The Evolution Of Drilling Rigs (00c9010e-9a02-4b15-9b16-17a127f4215d)

- Organization:
- The American Institute of Mining, Metallurgical, and Petroleum Engineers
- Pages:
- 5
- File Size:
- 251 KB
- Publication Date:
- Jan 5, 1916
Abstract
Discussion of the paper of R. B. Woodworth, presented at the New York meeting, February, 1916, and printed in Bulletin No. 107, November, 1915, pp. 2247 to 2312. R. B. WOODWORTH, Pittsburgh, Pa.-This is a very long paper. It is a structural engineer's contribution to the art of mining and is written from his standpoint rather than from that of the mining engineer, and is, therefore, a study in the development of drilling structures by one who has made it his business to design structures rather than mechanism and machinery and rather than to utilize those structures in the actual exploitation of oil and gas. Drilling practice varies widely in different oil and gas fields. The , problems of western Pennsylvania are much simpler than the problems of the Mid-Continent and of the Gulf Coastal Plain and these again are simpler than problems of the Pacific Coast. The history of the commercial development of oil and gas is recorded in the annual publications of the U. S. Geological Survey and other bodies whose business it is to make record of statistics. The mechanical and structural features of the art of drilling have not yet received adequate treatment by the historian. Scattered references may be found on the subject in almost any work dealing at large with petroleum and its production. These references, however, are to those particular aspects of the matter that were contemporary with the publications themselves, but so far as I am aware there is no continuous and comprehensive account written of the development of drilling structures from their beginnings down to the present time, and certainly the more modern application of steel in the construction of such structures has not previously had an adequate discussion. With this latter phase of the subject I have been intimately associated, indeed, taking to myself the credit for having, in a way, been responsible more than any one else in the United States for the application of steel in the manufacture of drilling structures, and the purpose of the paper which is now before you is to record particularly the steps in that development while the subject is still fresh and the data available.
Citation
APA:
(1916) The Evolution Of Drilling Rigs (00c9010e-9a02-4b15-9b16-17a127f4215d)MLA: The Evolution Of Drilling Rigs (00c9010e-9a02-4b15-9b16-17a127f4215d). The American Institute of Mining, Metallurgical, and Petroleum Engineers, 1916.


◆ WORK INSTRUCTIONS:
From the line below containing "spot human leg in the image." to the final line, print each line exactly as written. No pictures belong in the copy.

*** RECORDS FOR PROCESSING ***

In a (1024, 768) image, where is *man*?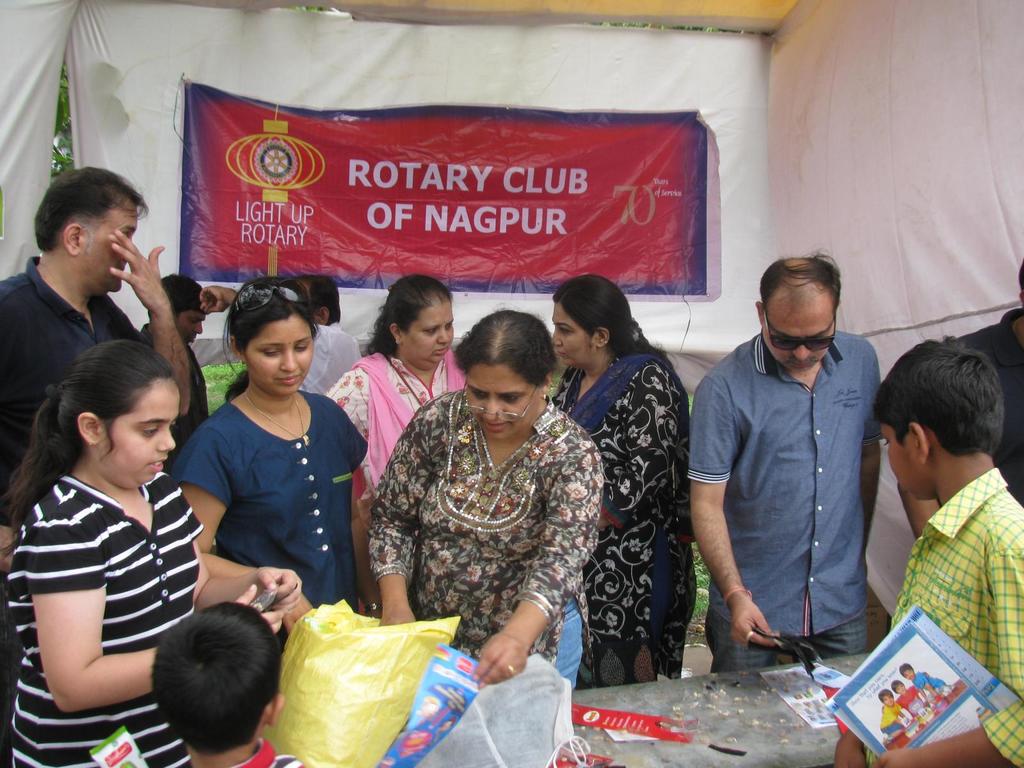
pyautogui.locateOnScreen(201, 265, 356, 399).
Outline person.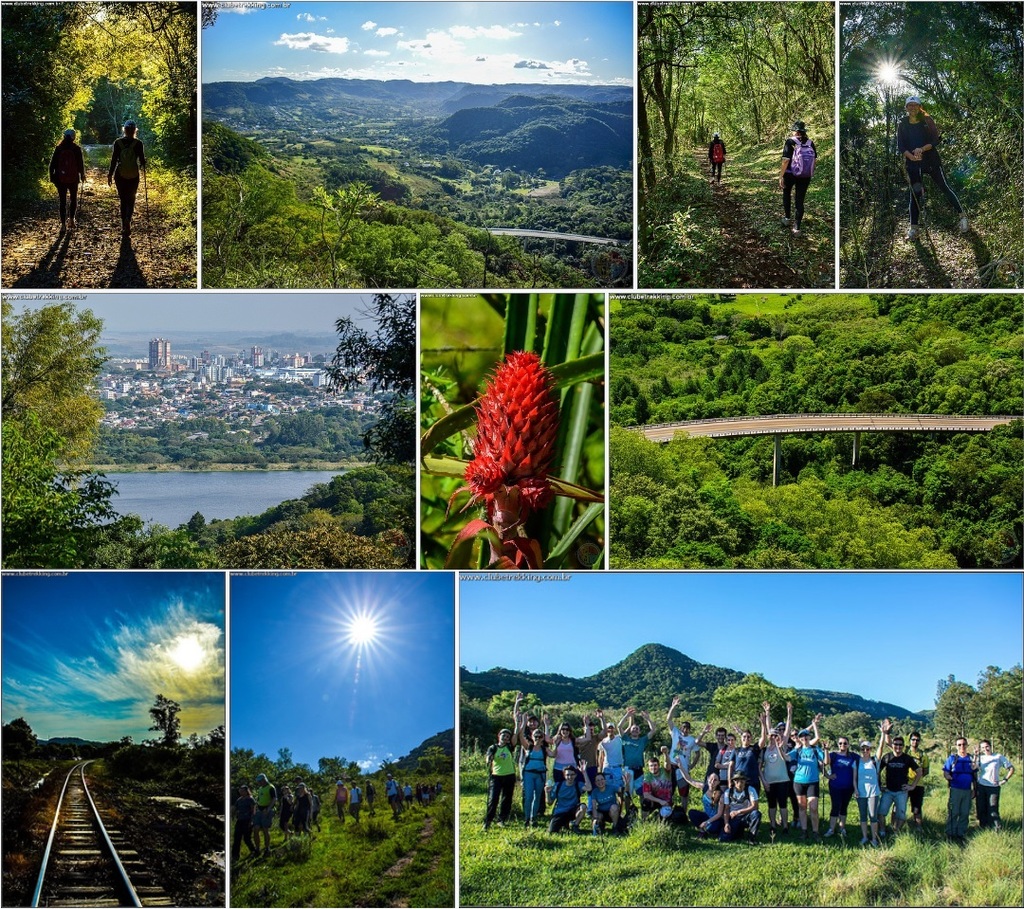
Outline: rect(543, 712, 594, 822).
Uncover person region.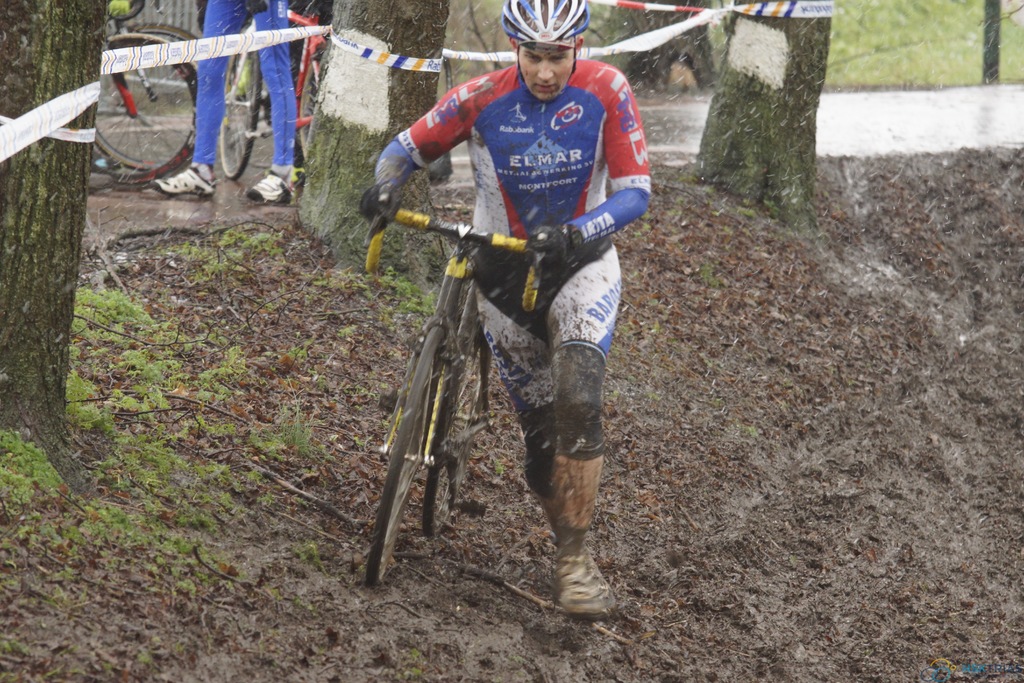
Uncovered: BBox(365, 0, 654, 619).
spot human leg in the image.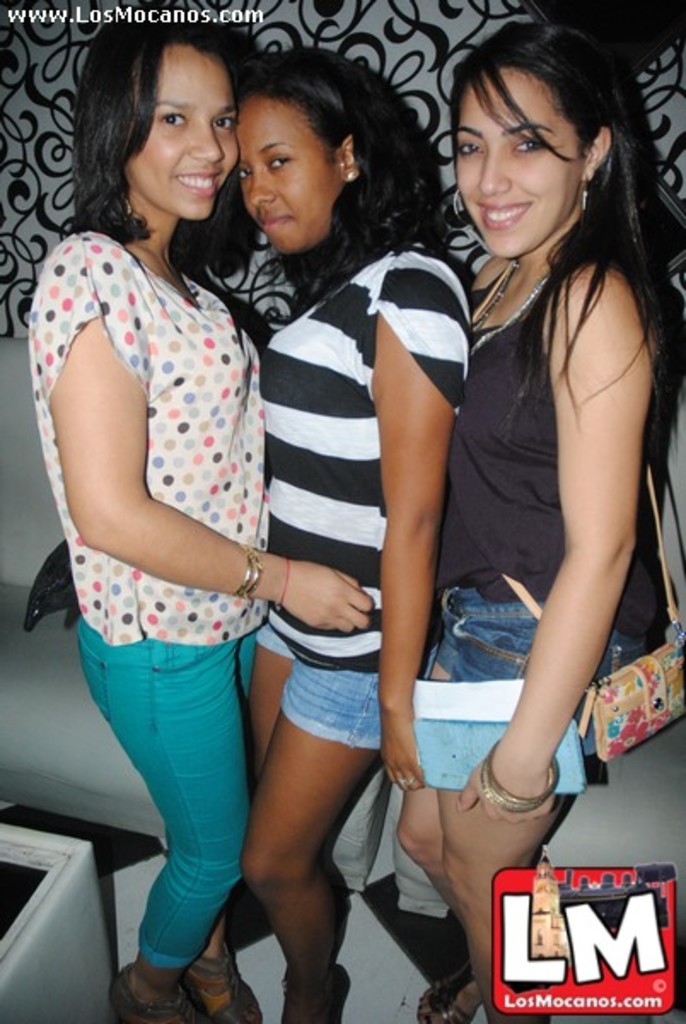
human leg found at BBox(84, 596, 247, 1022).
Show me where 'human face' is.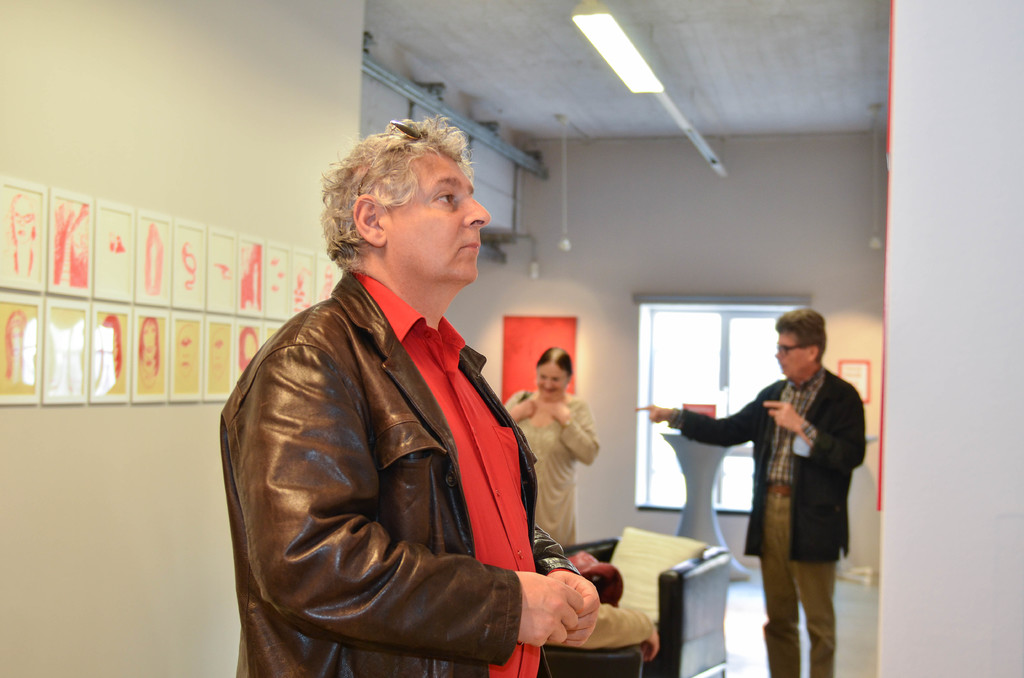
'human face' is at bbox(774, 328, 813, 379).
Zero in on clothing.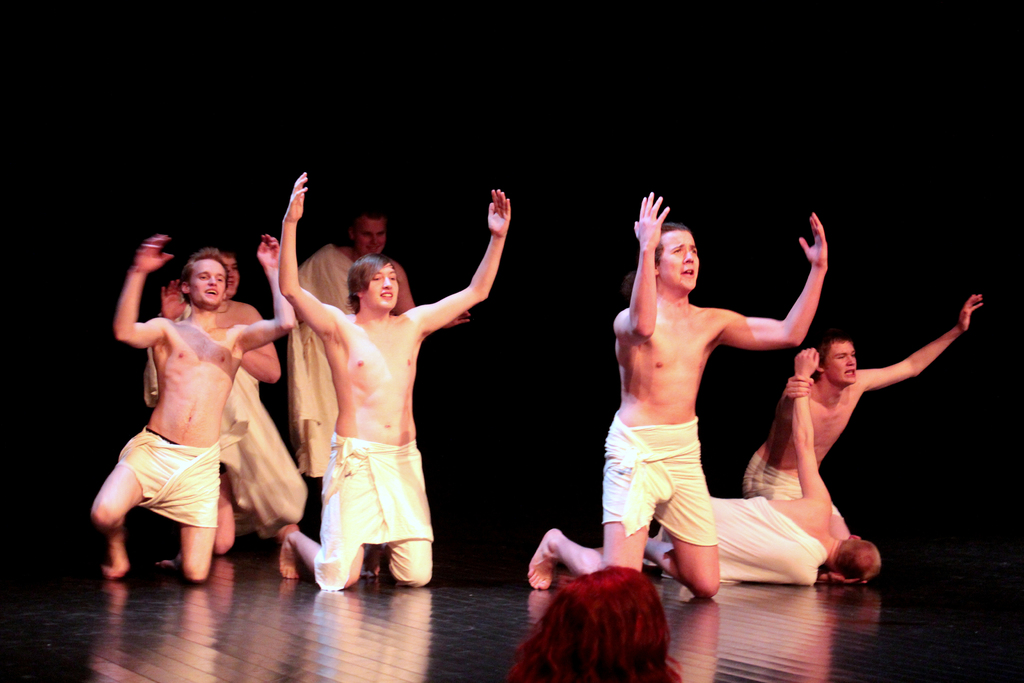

***

◆ RESULT BELOW:
spot human leg in the image.
human leg found at BBox(84, 596, 247, 1022).
Show me where 'human face' is.
'human face' is at bbox(774, 328, 813, 379).
Zero in on clothing.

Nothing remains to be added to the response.